Monday, July 15, 2013

The Ford Foundation: bete-noire of the `libertarian' right


Walter Olson, creator of the blog Overlawyered.com, recites concisely the purported evils of the progressive vision of law.   In alarmist rhetoric the Cato Institute Senior Fellow sees not UN commandos in black helicopters but shameless check writers at philanthropies.  Today's target: The Ford Foundation.  Aided by a stock photo of Bernadine Dohrn with her FBI wanted poster, he accuses Ford of "shaping America by re-making her law schools".
For over half a century, the Ford Foundation has quietly worked to turn the nation’s law schools into agents of Sixties-style “social change.” Other donors like Carnegie, Soros, and MacArthur have followed Ford’s path, and the result can be seen in landmark Supreme Court decisions, the plethora of politicized “legal clinics” on campus, and the courts’ growing willingness to defer to “international law.
I recently celebrated what Olson deplores in my recent article `People's Electric: Engaged Legal Education at Rutgers-Newark Law School in the 1960's and 1970's'.  To Cato and Olson it is just an example of what he has labeled in a book-length tract "Schools for Misrule: Legal Academia".  I'm disappointed that he gives so much credit to the Ford Foundation, and so little credit to the energy and insights of the faculty at Rutgers-Newark, where it all really began.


Exercise instructions: Restate word for word the line with "y0, x1, y1]." and the rest of the listing after it, ending at the final line, and include nothing else.

Listed records:
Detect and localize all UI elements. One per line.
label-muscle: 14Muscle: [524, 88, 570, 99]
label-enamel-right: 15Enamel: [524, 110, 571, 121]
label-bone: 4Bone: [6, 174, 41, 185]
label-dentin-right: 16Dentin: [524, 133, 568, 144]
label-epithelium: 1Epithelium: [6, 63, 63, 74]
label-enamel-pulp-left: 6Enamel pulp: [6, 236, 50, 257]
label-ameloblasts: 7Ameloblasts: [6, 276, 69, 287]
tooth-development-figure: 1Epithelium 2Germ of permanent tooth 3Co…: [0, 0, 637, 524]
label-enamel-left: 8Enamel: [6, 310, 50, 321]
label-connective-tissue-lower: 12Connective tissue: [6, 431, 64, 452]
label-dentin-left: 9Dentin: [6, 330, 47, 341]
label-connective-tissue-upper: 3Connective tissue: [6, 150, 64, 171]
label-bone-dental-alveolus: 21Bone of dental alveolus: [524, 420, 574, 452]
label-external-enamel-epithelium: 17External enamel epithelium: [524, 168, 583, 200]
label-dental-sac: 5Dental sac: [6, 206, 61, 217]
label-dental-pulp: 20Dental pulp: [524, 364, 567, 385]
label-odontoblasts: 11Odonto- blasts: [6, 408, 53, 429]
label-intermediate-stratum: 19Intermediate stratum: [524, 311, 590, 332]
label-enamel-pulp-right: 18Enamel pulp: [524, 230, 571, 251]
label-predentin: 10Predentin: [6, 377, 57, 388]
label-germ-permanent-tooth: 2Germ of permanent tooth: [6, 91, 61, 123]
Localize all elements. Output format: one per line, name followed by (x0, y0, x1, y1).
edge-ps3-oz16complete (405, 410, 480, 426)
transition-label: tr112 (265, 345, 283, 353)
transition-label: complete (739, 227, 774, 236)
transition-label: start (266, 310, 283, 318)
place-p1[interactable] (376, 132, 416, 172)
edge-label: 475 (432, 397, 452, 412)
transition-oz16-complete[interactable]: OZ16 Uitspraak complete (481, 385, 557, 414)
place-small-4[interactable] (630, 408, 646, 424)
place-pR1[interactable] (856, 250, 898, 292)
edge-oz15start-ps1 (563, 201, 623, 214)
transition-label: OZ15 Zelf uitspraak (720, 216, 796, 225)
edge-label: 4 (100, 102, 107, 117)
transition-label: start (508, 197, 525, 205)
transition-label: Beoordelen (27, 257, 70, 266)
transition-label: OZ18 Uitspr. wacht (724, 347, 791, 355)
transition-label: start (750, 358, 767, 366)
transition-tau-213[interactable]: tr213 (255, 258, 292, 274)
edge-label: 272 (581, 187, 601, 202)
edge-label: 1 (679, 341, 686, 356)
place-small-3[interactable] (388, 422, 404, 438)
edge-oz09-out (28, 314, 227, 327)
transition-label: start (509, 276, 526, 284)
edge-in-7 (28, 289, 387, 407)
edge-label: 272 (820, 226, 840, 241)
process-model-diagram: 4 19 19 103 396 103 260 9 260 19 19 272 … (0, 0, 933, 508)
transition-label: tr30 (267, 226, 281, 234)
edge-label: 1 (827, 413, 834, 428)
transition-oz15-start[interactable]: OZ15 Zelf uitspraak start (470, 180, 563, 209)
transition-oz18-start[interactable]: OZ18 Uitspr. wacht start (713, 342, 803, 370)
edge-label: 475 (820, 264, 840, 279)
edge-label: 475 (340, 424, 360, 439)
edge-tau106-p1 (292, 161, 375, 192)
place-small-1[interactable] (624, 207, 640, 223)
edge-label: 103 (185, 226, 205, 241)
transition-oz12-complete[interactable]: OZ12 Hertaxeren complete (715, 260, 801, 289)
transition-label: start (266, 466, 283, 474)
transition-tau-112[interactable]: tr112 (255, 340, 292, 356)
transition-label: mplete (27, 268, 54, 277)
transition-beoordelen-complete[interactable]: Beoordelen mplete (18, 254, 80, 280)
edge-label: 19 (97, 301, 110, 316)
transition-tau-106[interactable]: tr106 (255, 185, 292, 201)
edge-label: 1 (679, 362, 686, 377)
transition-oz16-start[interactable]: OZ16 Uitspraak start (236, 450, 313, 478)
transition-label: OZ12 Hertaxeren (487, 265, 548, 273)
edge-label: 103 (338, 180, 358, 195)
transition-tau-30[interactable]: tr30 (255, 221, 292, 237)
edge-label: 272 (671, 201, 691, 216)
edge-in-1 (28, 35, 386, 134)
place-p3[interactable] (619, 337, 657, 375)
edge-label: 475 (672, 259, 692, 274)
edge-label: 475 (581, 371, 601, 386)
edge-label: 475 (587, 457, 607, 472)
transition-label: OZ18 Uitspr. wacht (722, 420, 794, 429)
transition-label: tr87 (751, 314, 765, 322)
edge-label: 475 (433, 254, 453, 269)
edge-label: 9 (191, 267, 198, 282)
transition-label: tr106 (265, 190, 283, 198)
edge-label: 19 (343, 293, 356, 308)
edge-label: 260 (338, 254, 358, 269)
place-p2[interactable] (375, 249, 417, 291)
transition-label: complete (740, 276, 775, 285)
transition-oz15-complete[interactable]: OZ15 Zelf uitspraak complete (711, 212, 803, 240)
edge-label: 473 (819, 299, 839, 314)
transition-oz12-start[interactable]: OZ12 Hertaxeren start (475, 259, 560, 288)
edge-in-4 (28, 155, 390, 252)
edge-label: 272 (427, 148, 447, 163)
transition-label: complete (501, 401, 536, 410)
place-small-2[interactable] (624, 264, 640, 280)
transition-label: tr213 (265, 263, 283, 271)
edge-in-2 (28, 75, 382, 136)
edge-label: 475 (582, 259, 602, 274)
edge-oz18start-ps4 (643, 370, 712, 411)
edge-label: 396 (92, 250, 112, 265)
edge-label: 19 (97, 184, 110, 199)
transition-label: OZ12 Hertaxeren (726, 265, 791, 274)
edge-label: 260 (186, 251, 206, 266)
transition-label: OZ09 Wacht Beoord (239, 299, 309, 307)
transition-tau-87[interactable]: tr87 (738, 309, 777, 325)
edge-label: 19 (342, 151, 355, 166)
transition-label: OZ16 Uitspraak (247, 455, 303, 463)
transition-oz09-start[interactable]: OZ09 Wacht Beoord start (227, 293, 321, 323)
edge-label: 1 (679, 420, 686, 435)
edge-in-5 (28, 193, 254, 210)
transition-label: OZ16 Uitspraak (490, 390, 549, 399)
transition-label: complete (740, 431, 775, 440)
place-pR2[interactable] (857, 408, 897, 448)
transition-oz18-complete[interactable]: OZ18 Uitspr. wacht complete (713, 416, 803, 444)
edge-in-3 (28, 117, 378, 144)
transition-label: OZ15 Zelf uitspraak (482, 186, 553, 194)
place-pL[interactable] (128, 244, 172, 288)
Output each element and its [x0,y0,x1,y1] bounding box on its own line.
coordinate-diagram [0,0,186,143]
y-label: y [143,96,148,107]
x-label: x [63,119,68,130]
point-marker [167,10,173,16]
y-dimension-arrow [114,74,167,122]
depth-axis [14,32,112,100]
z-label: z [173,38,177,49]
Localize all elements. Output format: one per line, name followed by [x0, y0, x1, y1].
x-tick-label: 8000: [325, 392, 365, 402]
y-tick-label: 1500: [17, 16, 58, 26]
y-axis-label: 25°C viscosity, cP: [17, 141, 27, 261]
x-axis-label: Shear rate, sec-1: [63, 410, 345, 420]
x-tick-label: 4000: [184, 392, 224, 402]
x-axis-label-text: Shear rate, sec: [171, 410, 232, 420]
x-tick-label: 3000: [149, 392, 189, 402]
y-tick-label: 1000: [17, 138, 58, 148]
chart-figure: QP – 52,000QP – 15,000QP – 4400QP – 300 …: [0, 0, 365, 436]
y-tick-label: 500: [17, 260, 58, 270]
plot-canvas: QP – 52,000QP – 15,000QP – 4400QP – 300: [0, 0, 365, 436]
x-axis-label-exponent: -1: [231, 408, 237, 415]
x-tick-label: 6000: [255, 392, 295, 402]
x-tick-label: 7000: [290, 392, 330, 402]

Answer space:
Localize all elements. Output format: one per line, name followed by [x0, y0, x1, y1].
x-tick-label: 8000: [325, 392, 365, 402]
y-tick-label: 1500: [17, 16, 58, 26]
y-axis-label: 25°C viscosity, cP: [17, 141, 27, 261]
x-axis-label: Shear rate, sec-1: [63, 410, 345, 420]
x-tick-label: 4000: [184, 392, 224, 402]
x-axis-label-text: Shear rate, sec: [171, 410, 232, 420]
x-tick-label: 3000: [149, 392, 189, 402]
y-tick-label: 1000: [17, 138, 58, 148]
chart-figure: QP – 52,000QP – 15,000QP – 4400QP – 300 …: [0, 0, 365, 436]
y-tick-label: 500: [17, 260, 58, 270]
plot-canvas: QP – 52,000QP – 15,000QP – 4400QP – 300: [0, 0, 365, 436]
x-axis-label-exponent: -1: [231, 408, 237, 415]
x-tick-label: 6000: [255, 392, 295, 402]
x-tick-label: 7000: [290, 392, 330, 402]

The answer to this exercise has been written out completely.